Anyway, it’s fun how the topic and style of the episode come together well. The things it actually has to say about homophobia aren’t particularly unique (although what unique point can one possibly make on homophobia at this point?), and the show has made absurd expressions of ridiculous thought processes its bread and butter for a long time, but filtering homophobia through the Simpsons sense of humour ends up generating some great comic setpieces. The fundamental joke of the episode is that Homer is projecting his expectations of manhood onto Bart’s innocent childhood actions; some of what he’s doing is just imitating an adult he thinks is cool, and a lot of it is a kid just playing like a kid always does – I love how many shots there are of Bart looking up in almost literal wide-eyed innocence. A homophobe has made up an idea of what people are supposed to be like that doesn’t match the reality, and that’s something “Homer’s Phobia” demonstrates on both a macro and micro level (“There’s only two guys who wear those shirts – gay guys and big fat party animals, and Bart doesn’t look like a big fat party animal to me!” / “So if you wore a Hawaiian shirt, it wouldn’t be gay?” / “Right! Thank you!”). The ending walks a fine line between predictable and zany. On the one hand, it’s a fairly straightforward example of the target of bigotry healing that rift by saving the life of the bigot; John gets a great line satirising the underlying idea of that (“Well, Homer, I saved your life. Now if every gay person could do that, you’d be set.”). On the other, it involves shooting reindeer and an a robot Santa Claus.

Chalkboard Gag: N/A
Couch Gag: Someone attempt to load the family via America Online, and it takes so long that they give up and try to click exit.

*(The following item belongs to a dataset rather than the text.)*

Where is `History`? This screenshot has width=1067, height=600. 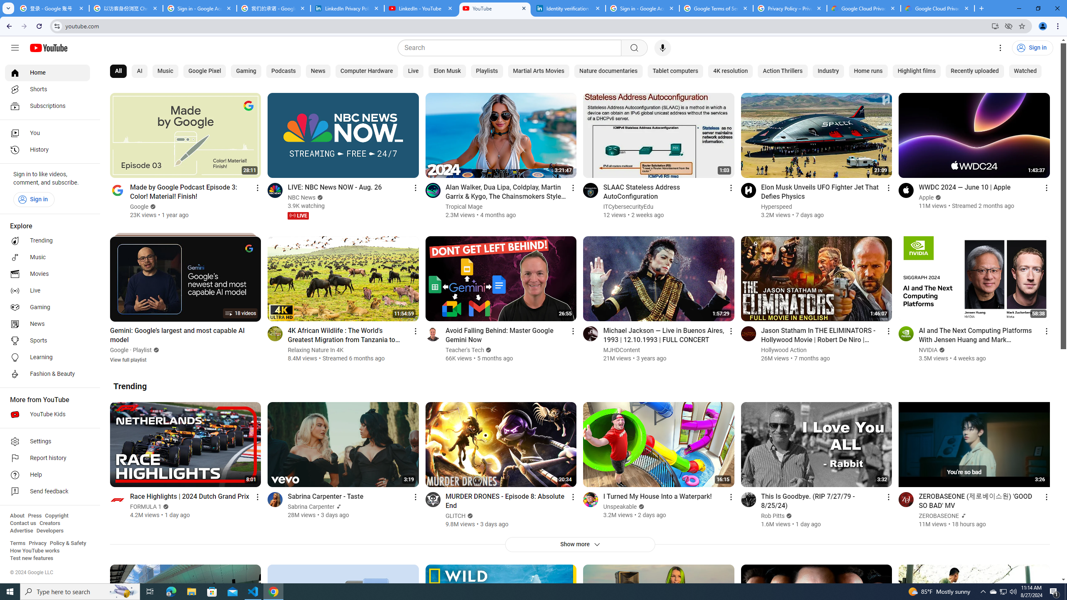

This episode was written by Ron Hauge and directed by Mike B Anderson. The concept came from a list of ideas George Meyer wrote, including “Bart the homo”, with the discussion on camp coming from Bill Oakley and Josh Weinstein. John Waters guest stars as John, and he accepted his invitation instantly, on the basis that if it was good enough for Elizabeth Taylor, it was good enough for him. John was largely based on Waters, though they drew his moustache with a wavy line to make it more clearly a moustache. The episode was nearly completely canned by the censors; the staff asked Waters if the gay community would find it offensive, and the only note was that he found the use of the word ‘fag’ objectionable, so it was changed to ‘queer’ (which is a better joke to me anyway). The censors issues came to nothing when, in a lucky break, the then-Fox president was fired along with the censors.

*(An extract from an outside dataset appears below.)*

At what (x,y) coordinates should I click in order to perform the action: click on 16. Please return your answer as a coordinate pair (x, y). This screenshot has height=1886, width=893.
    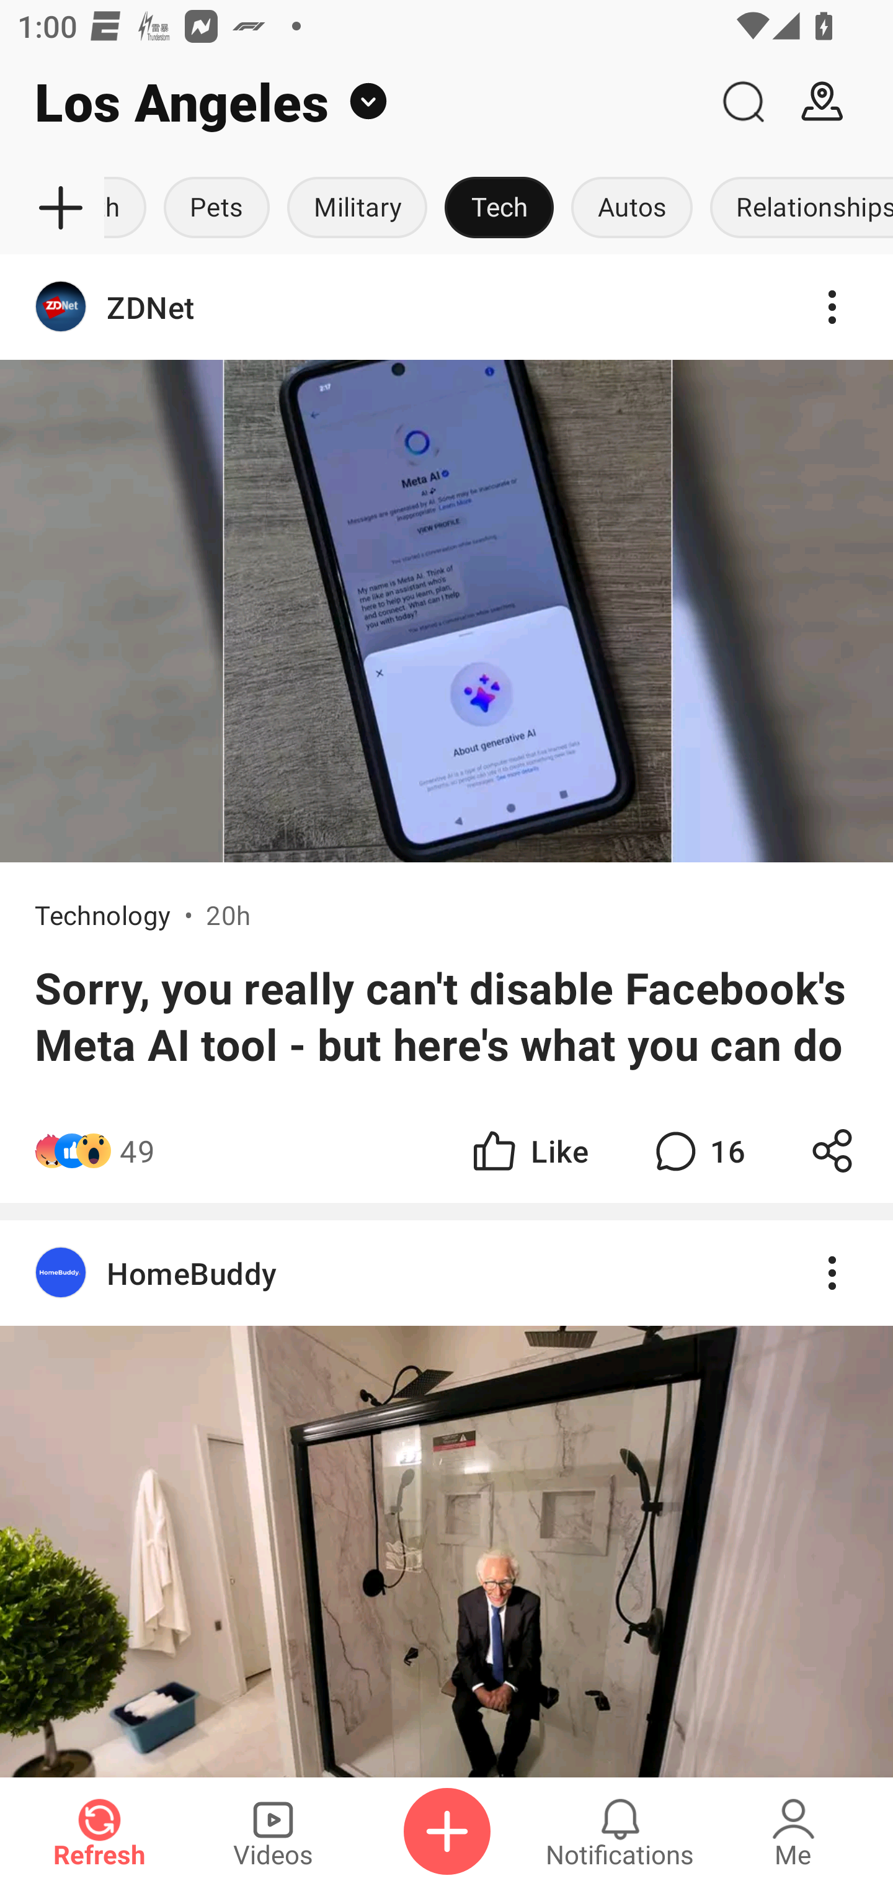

There are two great, tiny character beats in this – Bart destroying the dryer with a kid lottery, and Skinner trying to find a non-partisan election button. I admit, this episode has precisely one queer trope I find annoying: someone using everything other than “he expressed an interest in men” to guess someone’s sexuality. My favourite satirical line is “Well, that or John.” I love the note that John clearly knows more about hunting than Homer does. “I don’t, but I loved hearing about it!” is possibly the purest Marge line ever. The episode won a GLAAD award, so clearly I’m not the only gay in the village who liked it.

Iconic Moments: “Camp! The tragically ludicrous, the ludicrously tragic?” / “Oh yeah, like when a clown dies.” / “Well, sort of.” | “He prefers the company of men.” / “Who doesn’t?” | “I like my beer cold, my TV loud, and my homosexuals flaming!” | “Zzzzzap!” is shitpost material. | “Dad, why did you bring me to a gay steel mill?” | “It looks like suicide again for me.”